As we practice, we disentangle more and more out of each of our perceived vehicles, and we keep heading back to the Perceiver. And each time we disentangle, we then are able to see in a greater way what’s actually going on. If we are involved, we have myopic vision. We’re caught in the problem, yet we’re so sure we see it the way it is.
The other day, I was talking with a student about Dante. And I was saying that the reason for writing in the vernacular, as did Jnaneshwar, was to show that when we are coming from that bottom line underneath it all, from the Self, and we allow that to inform everything we say, then writing in the vernacular reveals that the world is God. The world is perfect just the way it is.
At the same time, hell, purgatory, and heaven are all right here, right now. And which realm we inhabit depends on where our vision is, and where we reside within ourselves.

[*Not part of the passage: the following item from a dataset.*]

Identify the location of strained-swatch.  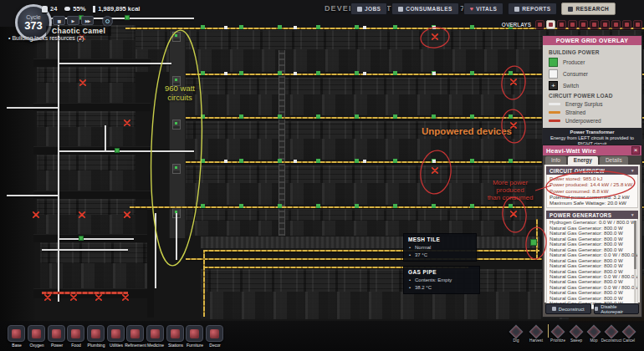
(555, 112).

In Dante, hell feels like walking through the Natural History Museum going past dioramas. Each of the stories in hell is a diorama. And the damned are committed to their stories, never changing, locked in. So if Dante said, “Oh I missed that story! I want to hear it again”, and he ran back down to that circle of hell and to that little spot in the museum, he could press the button and hear the same story again. It never changes.
That’s us. That’s us in hell when we’re committed to our narrative, to our character. Nothing changes. We never accept our responsibility. We never accept what we’ve actually done. And we’re stuck. We’re in that diorama forever. We relate the same way; we’re sticking to our story. “It’s the truth. This is the way I see it”. How myopic is that? As a character in T. S. Eliot’s play The Cocktail Party says, “It isn’t hell until you become incapable of anything else”.
We cannot become capable of anything else until we actually confess. But it’s easy to confess in a shallow way. We can confess from within the character we play, but that is not confession. In order to confess, we have to be actually disentangled enough from the character to say, “Whoa. I stepped back a little. That diorama that I’ve been committed to is not all that good. I’m not right. I didn’t see everything as clearly as I thought I did”. Then we can confess.
This is not just saying, “I know I have a problem.” When we say, “I know I have a problem,” we’re still caught in our little narrative. And when we say, “Oh yeah, I do that” or “I did that”, we’re still caught in our narrative. We’re stuck, and Dante is walking by, saying, “Oh, there it is again”. Same story. We have to disentangle.
If we actually disentangle and are present and committed, then we get to purgatory. This is where sadhana begins. From here, we can move. Right here, in the world, we start relating differently; we have now moved from hell to purgatory. And we will face maybe the same situations that we got before. The world we created is the world we created, but we are now relating with the same situations differently. We see things differently. We understand differently. We respond differently. We keep moving up the mountain, and things don’t bother us as much. And we make different decisions. There are also new situations: “Oh my God, I never saw that before. Oh! That’s been there all along. I never knew that”.
We have to keep moving until we are completely disentangled—when we are pure Subject, the Perceiver, not the perceived. Then, we are in heaven. We are still dealing with the same situations we were facing with before. But we see them differently all over again, act differently, respond differently. We come from a place of Love, and All is Love.
That’s what sadhana is about. Hell is here. We can all live in hell. We can all stay in our narratives and just keep them going. Most people do. But through Grace and reflection, we can choose to move from hell into purgatory. Once there, we can practice diligently as we continue to accept Grace. And eventually we can rest in heaven.